After 12 years, inner-city schools still fail to educate
“American schools are in trouble, and inner-city students suffer the most. Despite ever-increasing funding for education, test scores have been falling since 1963, and today it is virtually impossible to get a decent education in an inner-city public school. There are, however, a few rays of hope–from research on what makes a good school to structural reforms that would give more students access to good schools.
“Bonita Brodt reports from the front lines. After months observing an inner-city public elementary school in Chicago, she concludes that ‘we are at risk of losing an entire generation of children to the culture of poverty.'”
Although the observations have a familiar, contemporary ring to them, they were in fact written 12 years ago, in November 1989, and subsequently published in the 1990 Cato Institute book, Liberating Schools: Education in the Inner City, edited by David Boaz. Since then, “an entire generation of children” has progressed through the nation’s inner-city public schools, where it still “is virtually impossible to get a decent education.”
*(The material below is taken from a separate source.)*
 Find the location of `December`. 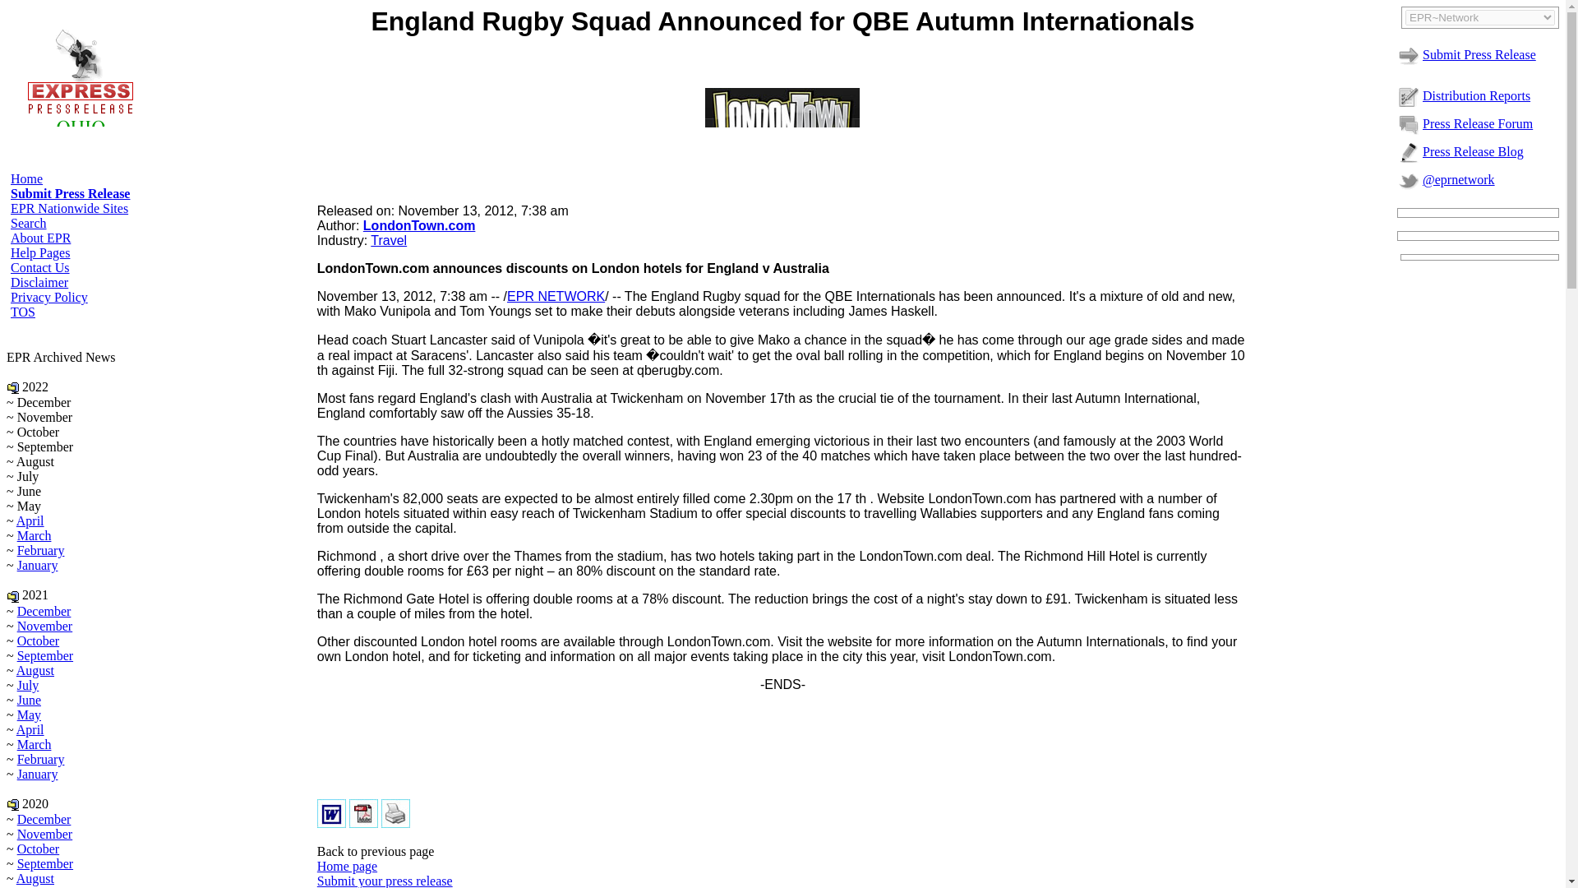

In the introductory chapter to the book, “The Public School Monopoly: America’s Berlin Wall,” Boaz makes what remains one of the best cases for school choice. He explains why a system organized like the old Soviet Union has no competitive incentive to produce high-quality education efficiently or to produce the kind of well-educated graduates that parents, employers, and college professors expect.
But simply giving parents a choice of public schools is not enough, warns Boaz, because that approach lacks the necessary incentives for successful educators to replicate school models that work–as the experience of over-subscribed magnet schools demonstrates. It is the competitive, for-profit market economy that brings high quality and low prices for consumers, not directives from government officials.
Boaz lists the common objections to school choice, which have remained fairly constant throughout the past decade: private schools don’t have sufficient capacity; choice is unconstitutional; parents won’t make good choices; choice would enhance segregation; and–still a favorite–private schools are not “accountable” to the taxpayers. That brought this timeless response from education reformer John E. Chubb of the Brookings Institution:
“That’s a laughable position,” said Chubb. “Milwaukee officials have been holding their public schools ‘accountable’ for years with disastrous results. It’s quite comical to say that private schools whose diplomas are recognized by state universities can’t be held accountable by the parents who send their kids there.”
Boaz makes a strong case for school choice. His argument is all the more compelling and urgent since an estimated 20 million students have passed through inner-city public schools in the 12 years since he first argued his case and yet most of these schools–despite higher funding–still are not delivering an adequate education to the students who are forced to attend them.